This was the status quo for a very long time. Mentioning people's race was like mentioning people's weight. It didn't work.
> I'm also not convinced that what we're doing now is working better than what was done in the 90s and 00s.
The 2005 study "Are Greg and Emily More Employable Than Jamal and Lakisha" applied to jobs 5000 times with a stack of carefully crafted fake resumes that were randomly assigned names that were either stereotypically white (e.g. Greg, Emily) or black (e.g. Jamal, Lakisha.) The same resumes with white sounding names received 50% more callbacks. Over 5000 job applications. What we were doing in the 90s/2000s was not working and the fact that many white people find the polite approach more comfortable is not a good reason to stick to it. This isn't a social problem-- we're talking about people's basic chance of success in life. This idea that we can have equal opportunity by deliberately avoiding intervention is a proven fallacy. Pushing through the discomfort to find what actually works is a worthwhile undertaking. If another race with a far larger population was 50% more likely to get job callbacks than you were, I guarantee you'd agree.
The increase in political tension our culture has seen in the past decade plus is vastly more complex than the most visible catalyst of any given moment. Blaming social progress for the increasing resistance to social progress doesn't make sense. You could just as easily blame fascism or any other activist end of a political blob. As flawed and overly bandwagoned as it may be, "wokeness" is addressing real problems that oppress people in measurable ways every day. "Anti-Wokeness" is just another value signalling position to have that highlights political fault lines far older than any living American.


-- ASSIGNED TASK --
Using the material below, count the lines that contain the word "series" and report the number only.

============================================================

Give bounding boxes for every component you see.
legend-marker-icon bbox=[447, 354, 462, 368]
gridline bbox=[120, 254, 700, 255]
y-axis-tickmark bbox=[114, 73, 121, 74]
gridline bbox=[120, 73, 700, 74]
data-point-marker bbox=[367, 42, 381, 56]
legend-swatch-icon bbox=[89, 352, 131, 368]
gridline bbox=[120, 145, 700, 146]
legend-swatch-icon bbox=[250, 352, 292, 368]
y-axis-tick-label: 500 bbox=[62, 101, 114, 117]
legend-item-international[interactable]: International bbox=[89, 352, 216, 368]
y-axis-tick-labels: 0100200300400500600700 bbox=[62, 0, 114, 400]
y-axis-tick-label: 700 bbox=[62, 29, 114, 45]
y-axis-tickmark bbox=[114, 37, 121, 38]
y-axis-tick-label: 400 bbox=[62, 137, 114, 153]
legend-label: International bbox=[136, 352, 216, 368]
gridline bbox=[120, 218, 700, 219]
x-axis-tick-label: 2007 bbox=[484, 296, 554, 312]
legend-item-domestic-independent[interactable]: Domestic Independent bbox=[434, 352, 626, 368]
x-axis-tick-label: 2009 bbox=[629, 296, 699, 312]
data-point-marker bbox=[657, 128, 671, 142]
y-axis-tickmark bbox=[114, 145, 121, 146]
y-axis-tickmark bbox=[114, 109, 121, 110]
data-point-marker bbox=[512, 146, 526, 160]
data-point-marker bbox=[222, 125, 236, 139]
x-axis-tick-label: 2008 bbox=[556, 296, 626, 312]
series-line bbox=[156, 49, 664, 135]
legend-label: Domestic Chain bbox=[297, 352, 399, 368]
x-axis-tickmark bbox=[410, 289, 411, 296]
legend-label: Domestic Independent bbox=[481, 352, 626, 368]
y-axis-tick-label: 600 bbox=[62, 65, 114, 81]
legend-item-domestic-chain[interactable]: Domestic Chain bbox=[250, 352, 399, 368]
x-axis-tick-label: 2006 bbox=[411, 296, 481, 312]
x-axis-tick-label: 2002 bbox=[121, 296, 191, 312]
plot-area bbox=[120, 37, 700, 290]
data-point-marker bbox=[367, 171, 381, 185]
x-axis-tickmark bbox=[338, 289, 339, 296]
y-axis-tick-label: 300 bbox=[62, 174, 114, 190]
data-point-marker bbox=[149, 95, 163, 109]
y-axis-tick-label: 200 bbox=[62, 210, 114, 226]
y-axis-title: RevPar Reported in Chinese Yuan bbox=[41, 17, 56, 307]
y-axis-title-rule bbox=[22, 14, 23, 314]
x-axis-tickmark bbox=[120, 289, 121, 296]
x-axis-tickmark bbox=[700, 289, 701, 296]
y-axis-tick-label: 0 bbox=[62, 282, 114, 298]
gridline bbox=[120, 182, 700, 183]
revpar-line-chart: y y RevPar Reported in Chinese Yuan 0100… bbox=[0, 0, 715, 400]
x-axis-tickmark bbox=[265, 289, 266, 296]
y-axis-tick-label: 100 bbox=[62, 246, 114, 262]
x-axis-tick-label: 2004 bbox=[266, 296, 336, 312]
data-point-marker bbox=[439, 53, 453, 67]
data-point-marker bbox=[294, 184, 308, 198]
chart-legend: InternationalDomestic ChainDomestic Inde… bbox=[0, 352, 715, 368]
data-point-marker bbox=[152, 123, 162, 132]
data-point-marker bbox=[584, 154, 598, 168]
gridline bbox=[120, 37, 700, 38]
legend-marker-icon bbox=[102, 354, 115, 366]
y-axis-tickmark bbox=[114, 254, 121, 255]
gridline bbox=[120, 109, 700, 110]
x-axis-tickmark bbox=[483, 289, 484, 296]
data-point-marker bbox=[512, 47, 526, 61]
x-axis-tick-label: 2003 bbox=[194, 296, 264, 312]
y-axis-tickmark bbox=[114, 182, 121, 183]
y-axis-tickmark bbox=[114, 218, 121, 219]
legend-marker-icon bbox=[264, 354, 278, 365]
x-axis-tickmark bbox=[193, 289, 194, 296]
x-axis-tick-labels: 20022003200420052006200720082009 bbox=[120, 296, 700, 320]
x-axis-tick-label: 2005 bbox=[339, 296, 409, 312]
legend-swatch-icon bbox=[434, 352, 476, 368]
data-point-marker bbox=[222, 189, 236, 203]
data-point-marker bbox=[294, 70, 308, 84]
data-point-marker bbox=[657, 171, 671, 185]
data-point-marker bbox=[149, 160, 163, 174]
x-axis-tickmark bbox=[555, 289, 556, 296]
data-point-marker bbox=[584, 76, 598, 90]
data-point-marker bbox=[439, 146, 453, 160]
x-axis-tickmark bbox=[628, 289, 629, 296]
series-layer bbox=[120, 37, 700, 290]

============================================================

-- EXERCISE SOLUTION --
2